“Yes,” Eleanor said. “It is.”
“And I’ve watched this happen before. To Anna. To Tyler. To Meg. I watched them figure it out one at a time and there was nothing I could do about it then and there’s nothing I can do about it now.” She put it on the table. “And I’m terrified of watching it happen to Bea and Stella.”
The room was quiet for a moment. The curtain at the sliding door shifted in the breeze.
“What I keep thinking about,” Margo said, “is Anna. How Anna is handling this. She told Bea it was her decision. She didn’t warn her. She didn’t try to stop her. She just—let her go.”
“That’s hard,” Letty said.
“That’s mothering,” Nadine said.
“That’s what I mean.” Margo looked down at her hands. “I don’t know where Anna learned it. Not from Sam. Sam couldn’t stay in a room long enough to teach anybody anything. And I wasn’t—I did what I could, but I was making it up as I went.”

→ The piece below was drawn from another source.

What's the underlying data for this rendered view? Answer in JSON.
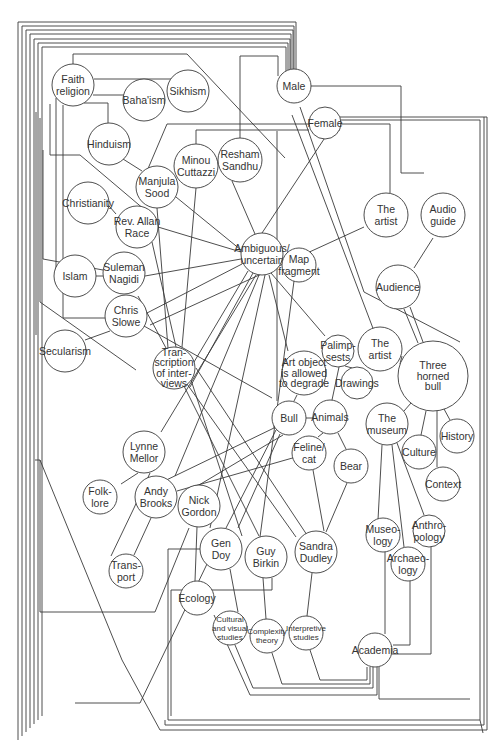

Eleanor leaned forward slightly. “Margo. We’re not doing the Sam conversation again. We did that. You know what we think.”
“I know.”
“Good. So I’m going to say the other thing.”
“What other thing?”
“Anna didn’t learn from Sam. She learned from watching you show up every single day for years. She learned from you packing lunches and standing at the stove and being there every morning when Sam wasn’t. That’s where she learned it.”
Margo didn’t say anything.
Letty reached across and put her hand on Margo’s arm.
“Anna is what you made, Margo,” Letty said softly. “She’s letting Bea go because she’s secure enough to. And she’s secure because of you.”
Margo closed her eyes.
She’d had a deflection lined up—she could feel it in her throat, some version of that’s kind of you to say. But Letty’s hand was on her arm and the room was quiet and she couldn’t get the sentence out.
“I don’t know what to do with that,” she said.
“You don’t have to do anything with it,” Eleanor said. “You just have to hear it.”
“I’m trying.”
“Then that’s today’s work.”
They sat with it for a moment.
Nadine ate a cracker and said, “You’re different tonight, Margo. And I don’t think it’s just about Sam.”
Margo swirled her wine. “I’m not sure what you mean.”
Nadine ate another cracker and said nothing, which was Nadine’s way of saying she’d bring it up again later.
Then Vivian, who had been waiting, cleared her throat.
“On a completely unrelated note,” she said. “I have to tell you about my physical therapist.”
Margo raised her eyebrows.
“He put his hand on my shoulder blade this morning and I made a noise I am not proud of. He knows me by name now. I can’t go back. I have to switch practices.”
“What kind of noise?” Eleanor asked.